Thesis: Thrillers begat the pulps; pulps in turn influenced thrillers; new thrillers drove new pulp. Hakuna matata. In all cases, pulp fiction is printed in the cheapest available format; when hardcover novels become too expensive, it becomes periodical magazines; when those become too expensive, it becomes serial novels; when those become too expensive, it becomes ... whatever is next. Something on the Web, likely. This neat sequence is rather spoiled by the habit of early thriller writers of serializing their works in newspapers, but the point stands at the back end, anyhow.

Demonstration: Do we have to explain the origins of pulps yet again? No? Good.

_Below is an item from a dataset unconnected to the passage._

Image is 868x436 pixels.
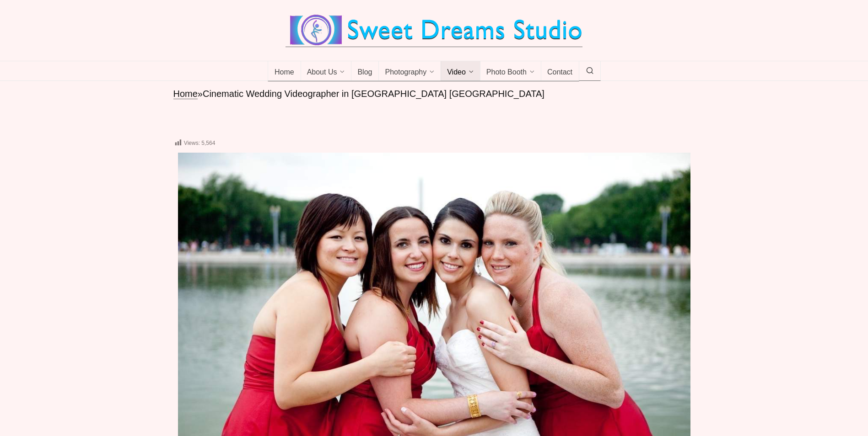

When the pulp magazines died (final Shadow Magazine and Doc Savage Magazine issues 1949, final Black Mask issue 1951, final Weird Tales and Dime Western Magazine issues 1954), their niche -- cheap, action-packed, lurid fiction -- was taken up by the "men's adventure" magazines, or "sweats." (For which see Taschen's excellent survey Men's Adventure Magazines or, if you can somehow find a copy, Adam Parfrey's luminescent "an RPG-cover-on-every-page" compendium It's a Man's World: Men's Adventure Magazines, The Postwar Pulps.) Less wildly creative than the best of the pulps, the sweats nonetheless filled the void for the WWII and Korean War veterans seeking plainspoken action and sex. (Stag begins publication in 1950, becomes straight-up p0rn in 1969; Man's Life published 1952-1974.) But inexorably, the realities of publication meant that the demand for pulp style action would overflow into the brand-new paperback novel market. (Mike Hammer: first appearance 1947; James Bond: first appearance 1953) There were, of course, characters who we now think of as "pulp heroes" who mostly appeared in novel series: Tarzan of the Apes (first pub. in the pulp All-Story Magazine 1912) and the fiendish Dr. Fu Manchu (first pub. in The Storyteller in 1912) to name only the top of the list. "Max Brand" and Louis L'Amour switched from writing Western pulps to Western novel series (often expanding their old pulp stories into novels) with nary a hitch; science fiction pulps adapted less successfully (possibly because SF's only two strong series characters -- Buck Rogers and Flash Gordon -- were comics heroes). Although Amazing didn't stop publishing original SF until 1965, and Astounding still creaks along as Analog today, they both rapidly removed themselves after the war into a pure genre ghetto. (Dominated likewise by series paperbacks, though.)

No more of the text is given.